Monday, Jan. 03, 1944

New Jack, Old Giant

Canada's young, yeasty and frankly Socialist C.C.F. (Cooperative Commonwealth Federation) party gave Canadian financiers something more to worry about. It began to talk about nationalizing the Dominion's big life-insurance business ($7 billion in insurance in force).

The man who proposed that the state should take all this over was an ex-Y.M.C.A. worker turned economist: mild-mannered, boyish (29) Lloyd Shaw, research director of the C.C.F. He announced last week that the party is making its own investigation of the life-insurance business. More than that, he forecast its findings:

1) that Canadians are paying two or three times too much for life insurance;

2) that interlocking directorates between insurance companies and major industries have created "monopolistic controls and economic dictatorships."

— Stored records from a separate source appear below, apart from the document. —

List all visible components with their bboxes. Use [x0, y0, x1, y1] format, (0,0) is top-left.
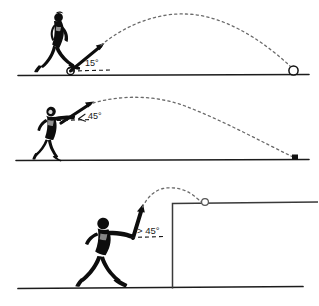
landing-circle-on-wall: [202, 199, 209, 206]
trajectory-path-45: [93, 97, 293, 157]
panel-shot-put-15: 15°: [18, 11, 309, 75]
thrower-figure: [75, 218, 133, 288]
ball-circle-landing-15: [289, 66, 298, 75]
ground-line-panel-3: [18, 287, 303, 289]
wall-obstacle: [173, 202, 319, 289]
panel-javelin-45: 45°: [16, 97, 309, 161]
ground-line-panel-1: [18, 75, 309, 76]
projectile-angle-figure: 15°: [0, 0, 318, 306]
angle-label-panel-2: 45°: [88, 111, 102, 121]
panel-over-wall-45: > 45°: [18, 188, 318, 289]
javelin-thrower-figure: [32, 107, 75, 162]
angle-label-panel-3: > 45°: [137, 225, 160, 236]
trajectory-path-15: [101, 14, 290, 66]
angle-label-panel-1: 15°: [85, 58, 99, 68]
angle-reference-line-steep: [131, 237, 164, 238]
angle-reference-line-15: [71, 70, 112, 71]
javelin-tip-mark: [292, 155, 298, 160]
shot-putter-figure: [34, 11, 80, 72]
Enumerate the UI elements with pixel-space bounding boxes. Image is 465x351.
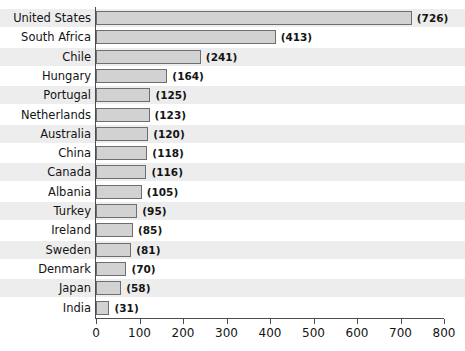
- value-label: (85): [138, 221, 162, 239]
- bar-row: Ireland(85): [0, 221, 465, 239]
- bar-row: Turkey(95): [0, 202, 465, 220]
- x-tick: [96, 319, 97, 324]
- category-label: Albania: [0, 183, 91, 201]
- category-label: Australia: [0, 125, 91, 143]
- value-label: (164): [172, 67, 204, 85]
- bar: [96, 301, 109, 315]
- bar: [96, 11, 412, 25]
- category-label: Sweden: [0, 241, 91, 259]
- value-label: (95): [142, 202, 166, 220]
- bar-row: Denmark(70): [0, 260, 465, 278]
- category-label: Portugal: [0, 86, 91, 104]
- bar-row: Chile(241): [0, 48, 465, 66]
- x-tick: [357, 319, 358, 324]
- category-label: Hungary: [0, 67, 91, 85]
- bar-row: United States(726): [0, 9, 465, 27]
- bar: [96, 281, 121, 295]
- category-label: United States: [0, 9, 91, 27]
- bar: [96, 262, 126, 276]
- bar-row: Sweden(81): [0, 241, 465, 259]
- category-label: India: [0, 299, 91, 317]
- bar: [96, 204, 137, 218]
- bar-chart: United States(726)South Africa(413)Chile…: [0, 0, 465, 351]
- x-tick: [227, 319, 228, 324]
- bar-row: Japan(58): [0, 279, 465, 297]
- bar-row: Hungary(164): [0, 67, 465, 85]
- bar-row: Albania(105): [0, 183, 465, 201]
- bar: [96, 108, 150, 122]
- value-label: (70): [131, 260, 155, 278]
- value-label: (241): [206, 48, 238, 66]
- x-tick: [270, 319, 271, 324]
- bar: [96, 223, 133, 237]
- value-label: (125): [155, 86, 187, 104]
- value-label: (413): [281, 28, 313, 46]
- value-label: (116): [151, 163, 183, 181]
- x-tick-label: 800: [414, 326, 465, 340]
- plot-area: United States(726)South Africa(413)Chile…: [0, 0, 465, 351]
- bar: [96, 50, 201, 64]
- category-label: South Africa: [0, 28, 91, 46]
- x-tick: [444, 319, 445, 324]
- bar-row: Portugal(125): [0, 86, 465, 104]
- bar-row: South Africa(413): [0, 28, 465, 46]
- value-label: (81): [136, 241, 160, 259]
- x-tick: [140, 319, 141, 324]
- category-label: Canada: [0, 163, 91, 181]
- value-label: (120): [153, 125, 185, 143]
- category-label: China: [0, 144, 91, 162]
- value-label: (726): [417, 9, 449, 27]
- value-label: (105): [147, 183, 179, 201]
- value-label: (123): [155, 106, 187, 124]
- category-label: Turkey: [0, 202, 91, 220]
- bar: [96, 243, 131, 257]
- bar-row: Canada(116): [0, 163, 465, 181]
- category-label: Chile: [0, 48, 91, 66]
- category-label: Denmark: [0, 260, 91, 278]
- bar-row: Australia(120): [0, 125, 465, 143]
- category-label: Netherlands: [0, 106, 91, 124]
- bar-row: India(31): [0, 299, 465, 317]
- bar: [96, 88, 150, 102]
- bar: [96, 30, 276, 44]
- x-tick: [401, 319, 402, 324]
- bar: [96, 127, 148, 141]
- bar-row: China(118): [0, 144, 465, 162]
- bar-row: Netherlands(123): [0, 106, 465, 124]
- category-label: Ireland: [0, 221, 91, 239]
- bar: [96, 165, 146, 179]
- y-axis-line: [95, 7, 96, 318]
- value-label: (58): [126, 279, 150, 297]
- value-label: (31): [114, 299, 138, 317]
- bar: [96, 69, 167, 83]
- bar: [96, 185, 142, 199]
- value-label: (118): [152, 144, 184, 162]
- x-tick: [183, 319, 184, 324]
- x-tick: [314, 319, 315, 324]
- category-label: Japan: [0, 279, 91, 297]
- bar: [96, 146, 147, 160]
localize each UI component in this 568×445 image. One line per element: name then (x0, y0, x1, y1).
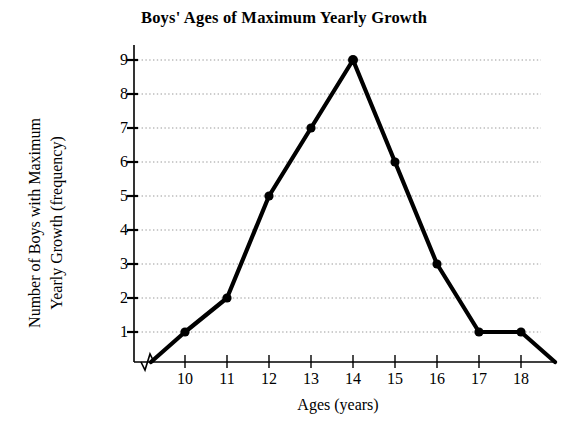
chart-figure: Boys' Ages of Maximum Yearly Growth Numb… (0, 0, 568, 445)
data-markers (180, 55, 525, 337)
data-point-15 (390, 157, 399, 166)
data-point-11 (222, 293, 231, 302)
data-point-17 (474, 327, 483, 336)
grid-lines (134, 60, 541, 332)
data-point-14 (348, 55, 358, 65)
data-point-16 (432, 259, 441, 268)
data-line (151, 60, 555, 362)
y-axis-ticks (127, 60, 138, 332)
data-point-13 (306, 123, 315, 132)
data-point-10 (180, 327, 189, 336)
data-point-18 (516, 327, 525, 336)
plot-area (0, 0, 568, 445)
data-point-12 (264, 191, 273, 200)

These charges made most life-insurance men, who regard their companies as models of business propriety, hopping mad. But they were determined not to get into an uncontrollable brawl. They left all the talking to the president of the Canadian Life Insurance Officers' Association, staid Henry William Manning. Snorted Mr. Manning: "The investigation is farcical as well as political and needlessly disturbing to 4,000,000 policyholders. . . ."

The real significance of the C.C.F. investigation into life insurance was not that it would be political, which it most certainly would be. The fact that C.C.F. leaders were willing to attack the giant insurance companies meant they had apparently decided that the time had come to talk even louder about the party's Socialist objectives.

They were banking on a trend. The political pendulum is now definitely swinging to the left in Canada. C.C.F. was betting it must swing much farther.